Positive thoughts and emotions matter for your health.
For the second time, I tested my strengths through the VIA Institute’s survey. The first time I tested, my top three scores were (1) love of learning, (2) love, and (3) kindness. The second time, the results were the same except kindness was replaced by zest. Zest is the feeling a child has the eve before Christmas. Yes, feel zest when I start each day.
I get pumped working on websites, making social media posts, building my portfolio, and learning these crazy Star Trek cinematic video skills. Long ago, I proposed a thesis on how to make cinematic light flares. Now I’ve found how through online training, free of charge.
My zest feels so comforting that my headaches disappear. My backaches fade. I can sit in my uncomfortable chair comfortably for hours.
But when I go to bed at night, I think of family woes. My head aches so badly I say an extra prayer in case I don’t awake. So, why do troubled thoughts lead to migraines? “According to the HeartMath Institute, heart rhythm reflects most notably your inner emotional state and stress level. They found that negative emotions lead to increased disorder in the heart’s rhythm, and the autonomic nervous system, thereby adversely affecting the rest of the body. In contrast, positive emotions create increased harmony in heart rhythms and improve balance in the nervous system” (Merk & Nester, location 5242 of 9932, 53%). In other words, when it comes to health, positive thoughts matter.
Each morning, as soon as my alarm goes off, my pain subsides and the zest returns.
But design doesn’t excite you? Then what gets you pumped? An act of kindness? A courageous deed? A funny joke? A generous act?
Whatever makes your heart skip a beat raises your vibrational frequency. “Depending on what your normal vibrational frequency is, you may need to raise your emotions from a lower-frequency emotion (such as shame, fear, or anger) to a higher frequency emotion (like gratitude, love, and joy) to heal your body” (Merk & Nester, location 5176 of 9932, 52%). Whenever my mood drops, I think forgiving thoughts. That heals my aching head. After all, “Every word you say, every thought you think, and every emotion you feel has tremendous creative energy and shapes your environment according to their nature” (Merk & Nester, location 5163 of 9932, 52%). And “resilient people actually resist illnesses, cope with adversity, and recover quicker because they are able to maintain a positive attitude and manage their stress effectively” (Steinberg, July 17, 2012). Also, according to research, “People with a family history of heart disease who also had a positive outlook were one-third less likely to have a heart attack or other cardiovascular event within five to 25 years than those with a more negative outlook” (Johns Hopkins Medicine, n.d.).
Thus, try to think positively for as long as possible: “Scientists explain that, when you consistently give attention to a thought or focus on the same emotion, the brain begins to produce more of the same thoughts and emotions. If you can hold a thought with emotional energy for seventeen seconds, other energies that vibrate at the same frequency will be attracted to it” (Merk & Nester, location 5163 of 9932, 52%). And we want to attract the positive, don’t we?
Authors Merk and Nester take a unique spin on how to raise our vibrational frequency. “You can raise the frequency by keeping your thoughts and words positive and by adding high vibrational accessories in your home such as Himalayan salt lamps, high frequency essential oils like frankincense and myrrh, placing green plants around your home, burning herbs like sage to clear the negativity, playing high frequency meditation or classical music, and/or placing high frequency crystals such as rose quartz around the room” (Merk & Nester, location 5163 of 9932, 52%). I opt for positive thoughts, eucalyptus essential oil, meditation, prayer—and exercise.
So, for health’s sake, watch your thoughts. Nurture forgiveness, love, kindness, generosity, empathy, compassion—all the good stuff. Treat those thoughts as if your life depends on them. Because, in the end, it does.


● Activity
Please return the lines of the data that contain "particular".

Excerpts from a dataset:
#####

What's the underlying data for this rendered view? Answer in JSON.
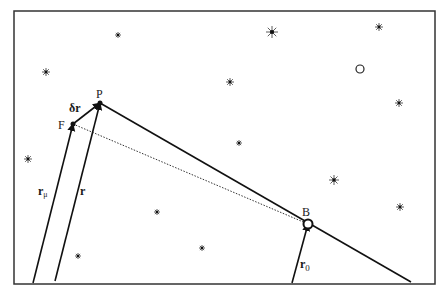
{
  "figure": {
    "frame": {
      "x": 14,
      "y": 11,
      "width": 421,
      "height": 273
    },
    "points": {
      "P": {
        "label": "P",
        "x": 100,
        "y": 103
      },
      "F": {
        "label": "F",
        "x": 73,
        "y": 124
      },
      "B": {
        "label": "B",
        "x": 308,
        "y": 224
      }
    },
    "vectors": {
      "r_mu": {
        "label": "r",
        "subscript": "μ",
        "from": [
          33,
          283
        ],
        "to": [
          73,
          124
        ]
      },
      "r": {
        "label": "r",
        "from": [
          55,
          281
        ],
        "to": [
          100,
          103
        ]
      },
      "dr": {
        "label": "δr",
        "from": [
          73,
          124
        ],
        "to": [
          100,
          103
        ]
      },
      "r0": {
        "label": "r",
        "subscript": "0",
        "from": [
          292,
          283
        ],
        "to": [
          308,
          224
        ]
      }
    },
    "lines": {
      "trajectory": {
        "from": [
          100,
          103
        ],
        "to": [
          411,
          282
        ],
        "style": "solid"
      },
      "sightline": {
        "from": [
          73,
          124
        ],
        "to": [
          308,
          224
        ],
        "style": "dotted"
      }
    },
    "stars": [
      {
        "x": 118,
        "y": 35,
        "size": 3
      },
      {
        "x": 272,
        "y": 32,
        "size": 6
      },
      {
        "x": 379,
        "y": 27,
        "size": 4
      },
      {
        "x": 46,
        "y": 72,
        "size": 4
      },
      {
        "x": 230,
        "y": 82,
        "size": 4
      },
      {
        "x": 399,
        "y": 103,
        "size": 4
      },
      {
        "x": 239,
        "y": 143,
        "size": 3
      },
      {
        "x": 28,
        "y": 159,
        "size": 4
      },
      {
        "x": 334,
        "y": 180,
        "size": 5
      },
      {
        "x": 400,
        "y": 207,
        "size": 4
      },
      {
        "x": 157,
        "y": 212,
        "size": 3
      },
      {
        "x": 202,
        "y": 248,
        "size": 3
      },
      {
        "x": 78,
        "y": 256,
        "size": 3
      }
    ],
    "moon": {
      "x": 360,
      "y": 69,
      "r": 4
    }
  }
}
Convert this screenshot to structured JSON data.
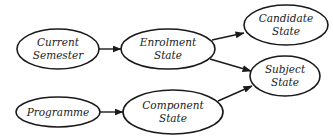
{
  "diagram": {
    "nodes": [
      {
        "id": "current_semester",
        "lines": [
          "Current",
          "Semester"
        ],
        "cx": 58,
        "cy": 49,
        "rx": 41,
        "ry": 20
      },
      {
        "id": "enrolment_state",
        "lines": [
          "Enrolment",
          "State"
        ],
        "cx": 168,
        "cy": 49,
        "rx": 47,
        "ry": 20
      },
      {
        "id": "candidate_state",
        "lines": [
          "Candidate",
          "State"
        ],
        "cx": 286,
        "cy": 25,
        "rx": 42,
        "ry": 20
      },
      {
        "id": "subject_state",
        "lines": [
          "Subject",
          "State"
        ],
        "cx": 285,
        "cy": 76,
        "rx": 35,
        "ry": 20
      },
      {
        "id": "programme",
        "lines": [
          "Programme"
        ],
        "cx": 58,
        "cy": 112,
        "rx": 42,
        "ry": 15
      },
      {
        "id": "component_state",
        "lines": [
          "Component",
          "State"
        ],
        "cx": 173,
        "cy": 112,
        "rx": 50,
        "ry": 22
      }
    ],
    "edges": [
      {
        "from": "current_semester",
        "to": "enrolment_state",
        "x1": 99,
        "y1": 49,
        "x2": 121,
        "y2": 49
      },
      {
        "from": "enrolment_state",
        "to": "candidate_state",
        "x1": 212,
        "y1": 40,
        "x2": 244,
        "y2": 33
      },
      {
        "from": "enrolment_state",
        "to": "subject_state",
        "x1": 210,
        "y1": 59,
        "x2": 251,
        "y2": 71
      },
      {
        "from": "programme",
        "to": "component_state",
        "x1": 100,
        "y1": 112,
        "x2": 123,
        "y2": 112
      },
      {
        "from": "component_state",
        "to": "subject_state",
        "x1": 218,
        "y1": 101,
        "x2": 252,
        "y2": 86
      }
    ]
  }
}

#####

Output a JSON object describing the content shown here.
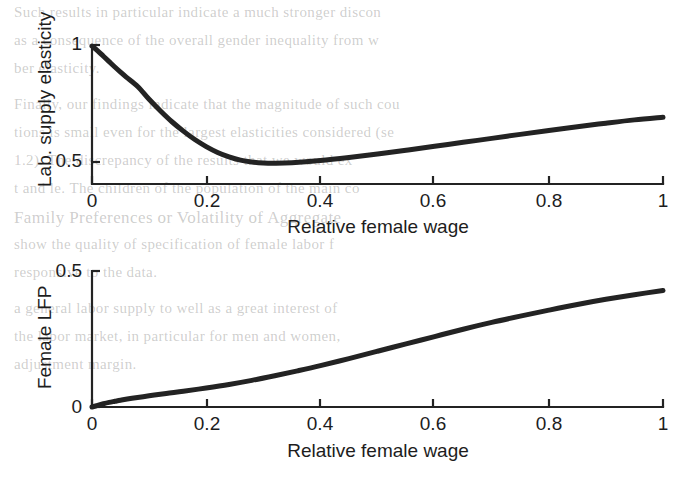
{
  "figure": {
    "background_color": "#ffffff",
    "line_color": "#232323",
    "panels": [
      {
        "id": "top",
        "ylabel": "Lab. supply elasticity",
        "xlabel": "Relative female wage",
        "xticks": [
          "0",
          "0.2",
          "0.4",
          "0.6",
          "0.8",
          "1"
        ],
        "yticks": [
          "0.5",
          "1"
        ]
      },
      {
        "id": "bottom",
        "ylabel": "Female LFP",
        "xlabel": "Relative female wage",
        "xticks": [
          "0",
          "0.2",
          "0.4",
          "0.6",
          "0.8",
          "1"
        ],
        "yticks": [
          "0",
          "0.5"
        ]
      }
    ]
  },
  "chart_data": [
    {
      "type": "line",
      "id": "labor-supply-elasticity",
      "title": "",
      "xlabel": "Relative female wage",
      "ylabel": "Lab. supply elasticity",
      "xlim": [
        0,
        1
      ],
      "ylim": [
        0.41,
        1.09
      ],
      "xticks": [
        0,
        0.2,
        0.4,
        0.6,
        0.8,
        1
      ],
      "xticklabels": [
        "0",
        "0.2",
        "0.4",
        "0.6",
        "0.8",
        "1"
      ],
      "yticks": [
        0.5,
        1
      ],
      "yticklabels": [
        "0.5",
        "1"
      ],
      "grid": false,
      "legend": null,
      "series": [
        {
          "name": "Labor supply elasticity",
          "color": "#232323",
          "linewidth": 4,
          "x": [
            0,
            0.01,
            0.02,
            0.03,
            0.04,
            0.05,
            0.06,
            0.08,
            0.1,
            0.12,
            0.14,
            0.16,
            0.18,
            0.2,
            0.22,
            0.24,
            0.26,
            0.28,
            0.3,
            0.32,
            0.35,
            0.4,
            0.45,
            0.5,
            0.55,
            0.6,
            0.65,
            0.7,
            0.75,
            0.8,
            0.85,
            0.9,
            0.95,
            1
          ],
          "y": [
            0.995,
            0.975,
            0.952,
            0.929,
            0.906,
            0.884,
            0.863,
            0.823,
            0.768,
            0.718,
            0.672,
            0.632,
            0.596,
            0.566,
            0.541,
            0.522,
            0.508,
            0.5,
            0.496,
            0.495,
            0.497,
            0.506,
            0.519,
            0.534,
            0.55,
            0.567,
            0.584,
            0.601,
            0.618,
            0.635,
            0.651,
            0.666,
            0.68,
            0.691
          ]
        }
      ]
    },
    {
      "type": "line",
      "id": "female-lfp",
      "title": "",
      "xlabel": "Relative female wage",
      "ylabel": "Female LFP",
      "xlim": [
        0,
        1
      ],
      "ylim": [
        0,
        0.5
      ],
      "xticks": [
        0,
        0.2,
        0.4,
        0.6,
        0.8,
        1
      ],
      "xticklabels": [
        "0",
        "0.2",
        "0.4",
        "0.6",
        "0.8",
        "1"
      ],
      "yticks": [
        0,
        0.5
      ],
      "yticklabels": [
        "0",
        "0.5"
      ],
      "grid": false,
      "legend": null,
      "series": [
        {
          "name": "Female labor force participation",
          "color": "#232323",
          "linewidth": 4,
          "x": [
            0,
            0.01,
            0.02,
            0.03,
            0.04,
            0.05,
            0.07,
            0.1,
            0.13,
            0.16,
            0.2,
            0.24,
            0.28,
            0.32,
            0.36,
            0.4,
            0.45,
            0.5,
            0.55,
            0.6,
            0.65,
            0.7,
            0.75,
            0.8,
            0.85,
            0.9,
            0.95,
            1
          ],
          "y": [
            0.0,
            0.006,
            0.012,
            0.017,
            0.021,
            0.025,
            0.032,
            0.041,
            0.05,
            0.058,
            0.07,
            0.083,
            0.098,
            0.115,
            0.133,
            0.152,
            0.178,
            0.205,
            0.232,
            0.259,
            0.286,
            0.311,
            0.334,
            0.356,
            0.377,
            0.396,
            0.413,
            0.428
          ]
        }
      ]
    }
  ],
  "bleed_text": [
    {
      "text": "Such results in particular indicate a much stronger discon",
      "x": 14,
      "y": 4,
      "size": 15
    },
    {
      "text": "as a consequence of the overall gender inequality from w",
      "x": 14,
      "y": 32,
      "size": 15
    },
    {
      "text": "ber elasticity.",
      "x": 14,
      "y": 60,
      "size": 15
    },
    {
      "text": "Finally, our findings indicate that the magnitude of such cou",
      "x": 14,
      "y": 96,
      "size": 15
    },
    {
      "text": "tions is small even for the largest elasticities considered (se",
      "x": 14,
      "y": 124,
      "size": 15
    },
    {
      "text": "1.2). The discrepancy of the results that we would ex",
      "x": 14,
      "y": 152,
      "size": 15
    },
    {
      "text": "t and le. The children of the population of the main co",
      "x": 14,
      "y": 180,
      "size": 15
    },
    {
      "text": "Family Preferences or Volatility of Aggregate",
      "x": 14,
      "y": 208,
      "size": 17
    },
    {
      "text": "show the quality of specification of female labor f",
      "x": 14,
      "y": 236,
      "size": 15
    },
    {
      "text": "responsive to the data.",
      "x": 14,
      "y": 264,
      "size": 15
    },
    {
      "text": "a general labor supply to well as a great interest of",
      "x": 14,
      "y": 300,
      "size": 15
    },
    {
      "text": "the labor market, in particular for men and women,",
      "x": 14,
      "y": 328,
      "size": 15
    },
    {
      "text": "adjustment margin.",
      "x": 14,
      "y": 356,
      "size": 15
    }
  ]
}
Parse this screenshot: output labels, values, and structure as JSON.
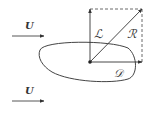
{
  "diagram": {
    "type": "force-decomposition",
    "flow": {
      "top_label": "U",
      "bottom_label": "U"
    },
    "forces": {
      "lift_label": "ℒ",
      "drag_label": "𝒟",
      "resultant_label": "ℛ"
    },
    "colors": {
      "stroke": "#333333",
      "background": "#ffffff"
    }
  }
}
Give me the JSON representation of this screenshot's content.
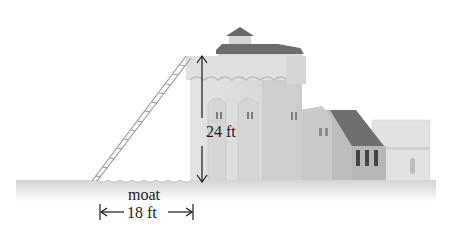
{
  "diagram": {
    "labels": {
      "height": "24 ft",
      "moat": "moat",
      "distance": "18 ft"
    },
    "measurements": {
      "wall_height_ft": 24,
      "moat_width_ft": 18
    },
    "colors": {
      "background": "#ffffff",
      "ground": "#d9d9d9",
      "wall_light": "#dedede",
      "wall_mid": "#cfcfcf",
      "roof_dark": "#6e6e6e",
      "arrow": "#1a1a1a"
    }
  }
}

#####

● Exercise solution
      "text": "Such results in particular indicate a much stronger discon",
      "text": "the labor market, in particular for men and women,",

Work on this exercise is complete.